He saw her again, so quiet, so ready to listen and learn, so modest, and yet with a humour and sense of appreciation that had promised well for the future. A child—an ignorant, charming, uneducated child, that is what she had seemed. He admitted now that his heart, always too soft and too gentle perhaps, had been touched beyond wisdom. She had seemed to need just the protection and advice that he had been fitted to give her. Then, as though in the darkness of the night, the change had been made; from the moment of entering into Skeaton there had been a new Maggie. He could not tell himself, because he was not a man clever at psychology, in what the change consisted. Had he been pressed he would have said perhaps that he had known the old Maggie intimately, that nothing that she could say or do astonished him, but that this new Maggie was altogether a stranger. Time had not altered that; with the passing months he had known her less and less. Why, at their first meeting long ago in Katherine's house he had known her better than he knew her now. He traced the steps of their history in Skeaton; she had eluded him always, never allowing him to hold her for more than a moment, vanishing and appearing again, fantastic, in some strange lighted distance, hurting him and disappointing him ... He stopped in his walk, bewildered. He saw, with a sudden flash, that she had never appeared so fascinating to him as when she had been strangest. He saw it now at the moment when she seemed more darkly strange, more sinister and dangerous than ever before.

He realised, too, at the same sharp moment the conflict in which he was engaged. On the one side was all his life, his sloth and ease and comfort, his religion, his good name, his easy intercourse with his fellow-men, Grace, intellectual laziness, acceptance of things as they most easily are, Skeaton, regular meals, good drainage, moral, physical and spiritual, a good funeral and a favourable obituary in The Skeaton Times. On the other hand unrest, ill-health, separation from Grace, an elusive and never-to-be-satisfied pursuit, scandal and possible loss of religion, unhappiness ... At least it was to his credit that he realised the conflict; it is even further to his credit that he grasped and admitted the hopelessness of it. He knew which way he would go; even now he was tired with the thought of the struggle; he sank into his shabby chair with a sigh of weariness; his hand stretched out instinctively for an easy volume. But oh, Maggie! how strange and fascinating at that moment she appeared to him, with her odd silences, her flashes of startled surprise, her sense of being half the day in another world, her kindness to him and then her sudden terror of him, her ignorance and then the conviction that she gave suddenly to him that she knew more than he would ever know, above all, the way that some dark spirit deep down in him supported her wild rebellions, her irreverences, her irreligion, her scorn of tradition. Oh! she was a witch! Grace's word for her was right, but not Grace's sense of it. The more Grace was shocked the more tempting to him the witch became. It had seemed to him, that day in Katherine's drawing-room, so slight a thing when she had said that she did not love him, he had no doubt but that he could change that. How could a child, so raw and ignorant, resist such a man? And yet she had resisted. That resistance had been at the root of the trouble. Whichever way things went now, he was a defeated man.

The door opened and Grace came in. Looking at her he realised that she would never understand the struggle through which he had been timorously wading, and saw that she was further away from him than she had ever been before. He blamed her too. She had had no right to refuse that man to Maggie. Had she allowed Maggie to see him none of this might have occurred. The man was a forger and would, had he lived, have gone to prison, but there would not then have been the same open scandal. No, he blamed Grace. It might be that their old absolutely confident intimacy would never be renewed. He felt cold and lonely. He bent forward, putting some coal on the fire, breaking it up into a cheerful blaze. Then he looked up at her, and his heart was touched. She looked to-day an old woman. Her hair was untidy and her face was dull grey in colour. Her eyes moved restlessly round the room, wandering from picture to picture, from the mantelpiece to the chairs, from the chairs to the book-shelves, as though she sought in the sight of these well-remembered things some defence and security.

"Is your head better?" he asked her, not meeting her eyes, because the dull pain in them disturbed him.

"Not much," she said. "It's very bad, my head. I've taken aspirin. I didn't eat anything yesterday. Nothing at all except some bread and milk, and very little of that ... I couldn't finish it. I felt I'd be sick. I said to Emily, 'Emily, if I eat any more of that I'll be sick,' and Emily advised me not to touch it. What I mean is that if I'd eaten any more I'd have been really sick—at least that's what I felt like."

Her restless eyes came suddenly to a jerking pause as though some one had caught and gripped them. She was suddenly dramatic. "Oh. Paul, what are we going to do?" she cried.

Paul was irritated by that. He hated to be asked direct questions as to policy.

"What do you mean what are we going to do?" he asked.

"Why, about this—about everything. We shall have to leave Skeaton, you know. Fancy what people are saying!"

Suddenly, as though the thought of the scandal was too much for her, her knees gave way and she flopped into a chair.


• [Work instruction]: Your result should be every line of the records below that contains the word "Business".

• [Data supplied]:
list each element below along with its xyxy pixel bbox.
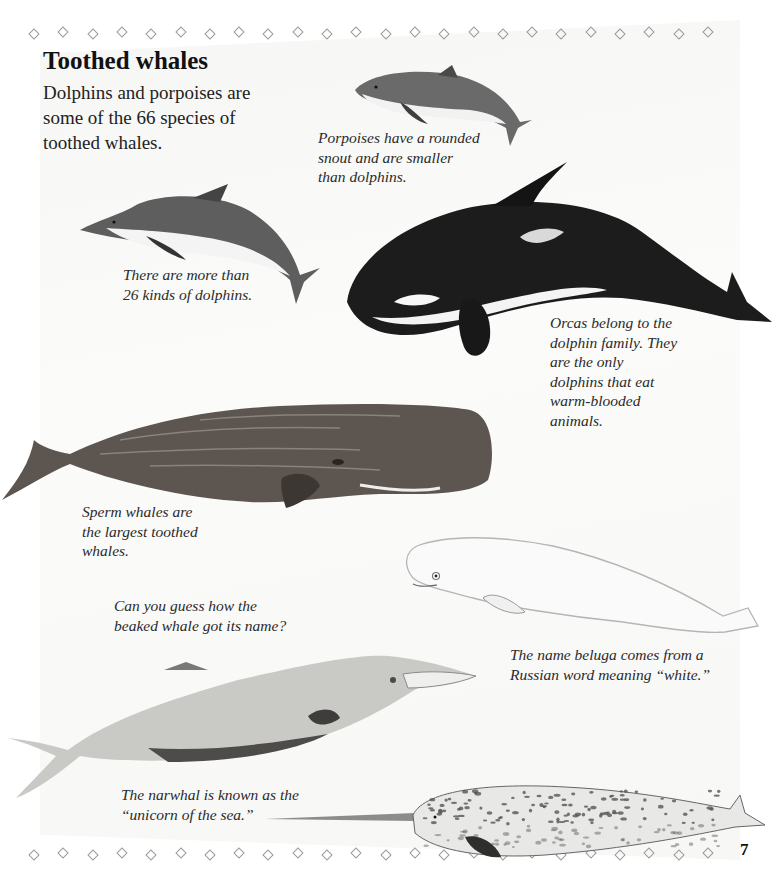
narwhal-spot — [503, 832, 509, 836]
narwhal-spot — [643, 798, 647, 802]
narwhal-spot — [498, 817, 501, 819]
narwhal-spot — [464, 806, 470, 809]
narwhal-spot — [643, 817, 647, 820]
diamond-outline-icon — [702, 26, 713, 37]
narwhal-spot — [711, 824, 715, 827]
narwhal-spot — [590, 821, 593, 824]
narwhal-spot — [467, 799, 471, 802]
narwhal-spot — [526, 829, 531, 833]
narwhal-spot — [698, 824, 704, 827]
narwhal-spot — [626, 841, 630, 845]
narwhal-spot — [516, 835, 521, 838]
narwhal-spot — [438, 809, 442, 813]
narwhal-spot — [554, 810, 559, 814]
narwhal-spot — [620, 817, 627, 820]
narwhal-spot — [584, 805, 588, 807]
narwhal-spot — [590, 806, 596, 810]
narwhal-spot — [423, 817, 428, 819]
narwhal-spot — [463, 830, 468, 834]
narwhal-spot — [609, 795, 612, 798]
narwhal-spot — [558, 838, 563, 840]
narwhal-spot — [692, 822, 695, 824]
narwhal-spot — [583, 836, 589, 838]
narwhal-spot — [556, 820, 559, 824]
narwhal-spot — [459, 834, 466, 837]
narwhal-spot — [587, 808, 591, 812]
narwhal-spot — [427, 803, 430, 806]
narwhal-spot — [575, 812, 581, 816]
narwhal-spot — [453, 815, 459, 817]
diamond-outline-icon — [233, 26, 244, 37]
narwhal-spot — [434, 834, 441, 836]
narwhal-spot — [601, 797, 607, 800]
narwhal-spot — [541, 838, 547, 841]
narwhal-spot — [527, 825, 530, 828]
narwhal-spot — [459, 806, 464, 810]
narwhal-spot — [574, 832, 579, 836]
diamond-outline-icon — [204, 849, 215, 860]
beaked-whale-caption: Can you guess how the beaked whale got i… — [114, 596, 299, 635]
narwhal-spot — [511, 797, 514, 799]
narwhal-spot — [700, 838, 706, 841]
beluga-illustration — [403, 536, 763, 641]
narwhal-spot — [551, 829, 557, 831]
narwhal-spot — [589, 791, 593, 794]
intro-paragraph: Dolphins and porpoises are some of the 6… — [43, 80, 273, 155]
diamond-outline-icon — [321, 28, 332, 39]
narwhal-spot — [711, 818, 714, 821]
diamond-outline-icon — [644, 26, 655, 37]
diamond-outline-icon — [351, 26, 362, 37]
narwhal-spot — [667, 824, 672, 826]
narwhal-spot — [564, 820, 570, 822]
narwhal-spot — [479, 806, 482, 809]
narwhal-spot — [558, 830, 562, 834]
diamond-outline-icon — [87, 28, 98, 39]
narwhal-spot — [624, 790, 628, 793]
narwhal-spot — [641, 807, 644, 810]
narwhal-spot — [657, 828, 661, 831]
narwhal-spot — [598, 827, 603, 829]
narwhal-spot — [620, 798, 626, 800]
narwhal-spot — [570, 821, 573, 823]
narwhal-spot — [689, 809, 693, 811]
narwhal-spot — [620, 790, 623, 792]
diamond-outline-icon — [175, 847, 186, 858]
narwhal-spot — [512, 846, 515, 848]
diamond-outline-icon — [292, 26, 303, 37]
narwhal-spot — [506, 822, 510, 825]
narwhal-spot — [423, 845, 428, 847]
narwhal-spot — [548, 796, 553, 799]
narwhal-spot — [713, 840, 717, 842]
narwhal-spot — [548, 821, 554, 824]
narwhal-spot — [708, 790, 712, 793]
narwhal-spot — [463, 802, 468, 804]
diamond-outline-icon — [468, 26, 479, 37]
narwhal-spot — [542, 805, 547, 807]
narwhal-spot — [614, 826, 618, 830]
narwhal-spot — [582, 813, 585, 817]
narwhal-spot — [571, 792, 575, 795]
narwhal-spot — [607, 813, 612, 817]
narwhal-illustration — [265, 775, 770, 865]
dolphin-caption: There are more than 26 kinds of dolphins… — [123, 265, 263, 304]
narwhal-spot — [554, 794, 561, 797]
diamond-outline-icon — [175, 26, 186, 37]
narwhal-spot — [522, 818, 525, 821]
narwhal-spot — [524, 796, 530, 798]
narwhal-spot — [458, 837, 464, 841]
narwhal-spot — [559, 844, 566, 847]
narwhal-spot — [483, 820, 487, 822]
narwhal-spot — [495, 819, 500, 821]
narwhal-spot — [682, 822, 686, 824]
diamond-outline-icon — [87, 849, 98, 860]
narwhal-spot — [689, 842, 694, 846]
narwhal-spot — [716, 845, 720, 847]
diamond-outline-icon — [28, 849, 39, 860]
narwhal-spot — [599, 814, 602, 818]
narwhal-spot — [462, 790, 468, 794]
narwhal-spot — [662, 828, 665, 831]
sperm-whale-caption: Sperm whales are the largest toothed wha… — [82, 502, 202, 561]
diamond-outline-icon — [585, 26, 596, 37]
narwhal-spot — [612, 812, 618, 814]
narwhal-spot — [487, 811, 493, 814]
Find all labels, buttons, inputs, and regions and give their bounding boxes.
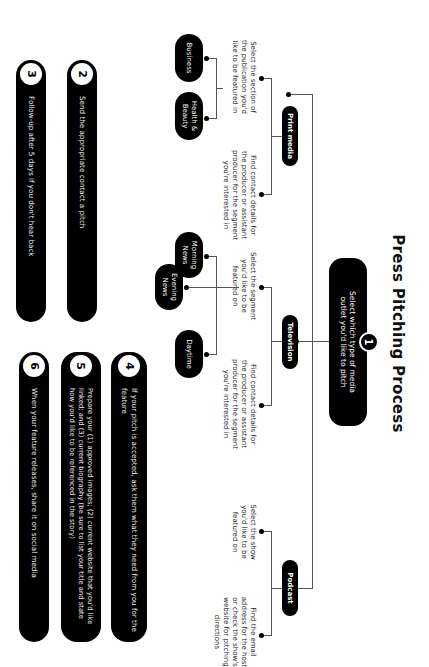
option-label: Business <box>185 43 194 74</box>
connector <box>272 588 282 589</box>
connector <box>297 341 313 342</box>
outlet-television: Television <box>282 315 298 369</box>
step-1-badge: 1 <box>359 332 379 352</box>
step-6-badge: 6 <box>23 355 45 377</box>
connector <box>271 531 272 635</box>
television-right-text: Find contact details for the producer or… <box>221 358 257 450</box>
connector-dot <box>259 403 264 408</box>
step-1-text: Select which type of media outlet you'd … <box>339 258 357 426</box>
step-5-text: Prepare your (1) approved images; (2) cu… <box>68 388 95 642</box>
page-title: Press Pitching Process <box>389 0 407 667</box>
connector <box>272 341 282 342</box>
option-label: Daytime <box>185 339 194 369</box>
outlet-podcast: Podcast <box>282 560 298 616</box>
option-evening-news: Evening News <box>155 264 183 310</box>
option-label: Health & Beauty <box>180 92 198 140</box>
step-3-badge: 3 <box>20 63 42 85</box>
step-4-text: If your pitch is accepted, ask them what… <box>119 388 139 642</box>
option-business: Business <box>175 34 203 82</box>
print-media-right-text: Find contact details for the producer or… <box>221 150 257 240</box>
outlet-print-media: Print media <box>282 106 298 166</box>
connector <box>217 88 223 89</box>
connector-dot <box>259 529 264 534</box>
option-health-beauty: Health & Beauty <box>175 92 203 140</box>
step-5-badge: 5 <box>70 355 92 377</box>
step-2-badge: 2 <box>71 63 93 85</box>
step-6-text: When your feature releases, share it on … <box>29 388 39 588</box>
connector <box>313 341 329 342</box>
option-label: Evening News <box>160 264 178 310</box>
television-left-text: Select the segment you'd like to be feat… <box>230 246 257 326</box>
press-pitching-diagram: Press Pitching Process Select which type… <box>0 0 429 667</box>
step-3-node: 3 Follow-up after 5 days if you don't he… <box>16 60 46 322</box>
connector-dot <box>204 116 209 121</box>
step-4-badge: 4 <box>118 355 140 377</box>
connector-dot <box>259 633 264 638</box>
connector <box>271 287 272 405</box>
step-4-node: 4 If your pitch is accepted, ask them wh… <box>111 352 147 642</box>
step-5-node: 5 Prepare your (1) approved images; (2) … <box>61 352 101 642</box>
print-media-left-text: Select the section of the publication yo… <box>230 40 257 114</box>
connector <box>216 256 217 354</box>
podcast-left-text: Select the show you'd like to be feature… <box>230 494 257 570</box>
connector-dot <box>259 285 264 290</box>
option-daytime: Daytime <box>175 330 203 378</box>
option-label: Morning News <box>180 232 198 278</box>
step-3-text: Follow-up after 5 days if you don't hear… <box>26 96 36 267</box>
connector <box>271 78 272 194</box>
outlet-label: Television <box>286 322 295 361</box>
step-6-node: 6 When your feature releases, share it o… <box>19 352 49 642</box>
connector-dot <box>204 56 209 61</box>
connector-dot <box>184 285 189 290</box>
podcast-right-text: Find the email address for the host or c… <box>212 594 257 667</box>
outlet-label: Print media <box>286 113 295 159</box>
connector <box>187 287 239 288</box>
connector-dot <box>259 76 264 81</box>
connector <box>272 136 282 137</box>
connector-dot <box>286 92 291 97</box>
step-2-text: Send the appropriate contact a pitch <box>77 96 87 238</box>
connector-dot <box>204 352 209 357</box>
step-2-node: 2 Send the appropriate contact a pitch <box>67 60 97 322</box>
connector <box>289 94 313 95</box>
outlet-label: Podcast <box>286 572 295 603</box>
connector-dot <box>259 192 264 197</box>
connector-dot <box>204 254 209 259</box>
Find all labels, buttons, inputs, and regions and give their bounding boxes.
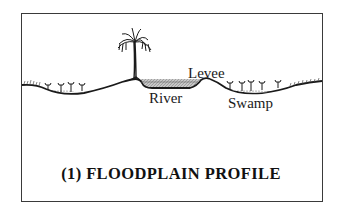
right-swamp-plants xyxy=(227,80,281,91)
label-river: River xyxy=(149,91,182,106)
ground-profile-line-left xyxy=(22,79,136,94)
label-levee: Levee xyxy=(188,66,225,81)
figure-caption: (1) FLOODPLAIN PROFILE xyxy=(0,164,342,184)
tree-icon xyxy=(118,28,151,80)
label-swamp: Swamp xyxy=(228,96,273,111)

• [Solved exercise]:
option-label: Business <box>185 43 194 74</box>
option-business: Business <box>175 34 203 82</box>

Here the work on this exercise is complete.